>Spring Break – Genealogy Blog Finds

>It is Spring Break this week and my home has been full of children! So I’ve been quite busy. I have surfed a few genealogy blogs this afternoon and read a few articles.

This article, in my feeble attempt at a summary, indicates that they have created 300 new markers, revised dates to 50,000 years ago for haplogroup E, and created two new haplogroups, S and T. “…Haplogroup T, the clade that Thomas Jefferson’s Y chromosome belongs to, has a Middle Eastern affinity, while haplogroup S is found in Indonesia and Oceania…”

Cold Spring Harbor Laboratory. “Scientists Reshape Y Chromosome Haplogroup Tree Gaining New Insights Into Human Ancestry.” ScienceDaily 3 April 2008. 3 April 2008 /releases/2008/04/080401184955.htm>

Last Modified: 03 Apr 2008
Source: PA News

Descendants of slaves of the British Empire will be able to delve into their history thanks to the launch of a huge online register.

Social history website Ancestry.co.uk will list details of more than 2.7 million slaves and 280,000 slave owners from 17 former colonial dependencies including Antigua, Barbados, Jamaica and Tobago.

The records date from 1812 to 1834 and can be searched by name, birth year and gender of the enslaved or by the name of the slave holder.

There are more than half a million Britons of black Caribbean origin, most being descended from slaves, according to the report.

Famous modern-day Britons who have ancestors descended from the islands include supermodel Naomi Campbell (Jamaican descent), Formula One driver Lewis Hamilton and England and Chelsea footballer Shaun Wright-Phillips (Grenadian descent), and British talk show host Trisha Goddard (Dominican descent).

Ancestry.co.uk spokesman Simon Harper said: “The slave registers are a vital resource and are for many the only record of their ancestor’s existence.

“Now online for the first time, the registers are hugely important to historians, academics and anyone with an interest in tracing slave ancestors or discovering more about this period in history.

“Delving into slave history has never been more accessible with the combination of DNA testing and historical records now online.

“Looking into our past can be moving, exhilarating and sometimes shocking, but in discovering where we come from we inevitably learn more about who we are.”

  • Florida Genealogical Society Blog

Get Your Free Annual FGS Membership

Yes, you read the heading correctly. You can get your annual membership to FGS for free. Your board passed a motion at its meeting on 29 March 2008 aimed at increasing our society’s membership. Here is the deal.
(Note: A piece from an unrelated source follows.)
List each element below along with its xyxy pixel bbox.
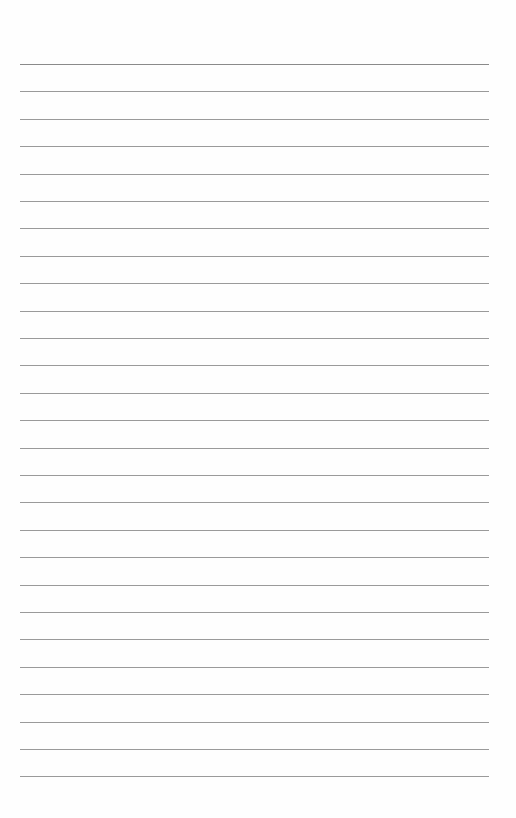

As an existing, paid-in-full member of FGS, all you have to do is bring in three new members to the society. The membership form is being changed to allow a new member to indicate the name of the existing member who invited them to join. (In the meantime, until the new form is online here at our web site, that information can be written in on the old form, currently available at http://www.rootsweb.com/~flfgs/FGS_member_appl_June_2007.pdf.) The FGS Board’s Membership Chair and Treasurer will keep track of the new members who join as a result of your invitation. When you have reached the magic number of 3 new members, your membership for the following calendar year will be credited as paid in full. The number is set to zero again and the count begins again. If you bring in an additional three members, another calendar year’s membership will be credited to you.

You already know that FGS has a wonderful group of people, a great calendar of top-notch programs, a terrific annual Fall Seminar with nationally-recognized genealogical experts as speakers, worthwhile and fun projects, and access to one of the finest genealogical library collections in the United States. A new membership directory is coming later this year and the board is working hard on new ideas for our second fifty years!

Talk up FGS with your friends, neighbors, and family members. Get them to join and we ALL benefit!

About Louisiana Genealogy Admin

I manage several RootsWeb mailing lists and message boards, support Louisiana Cemetery Preservation, am a former Louisiana and Mississippi librarian, have been researching genealogy of my family since 1988, and write and promote several blogs supporting either Louisiana genealogy or Louisiana cemeteries.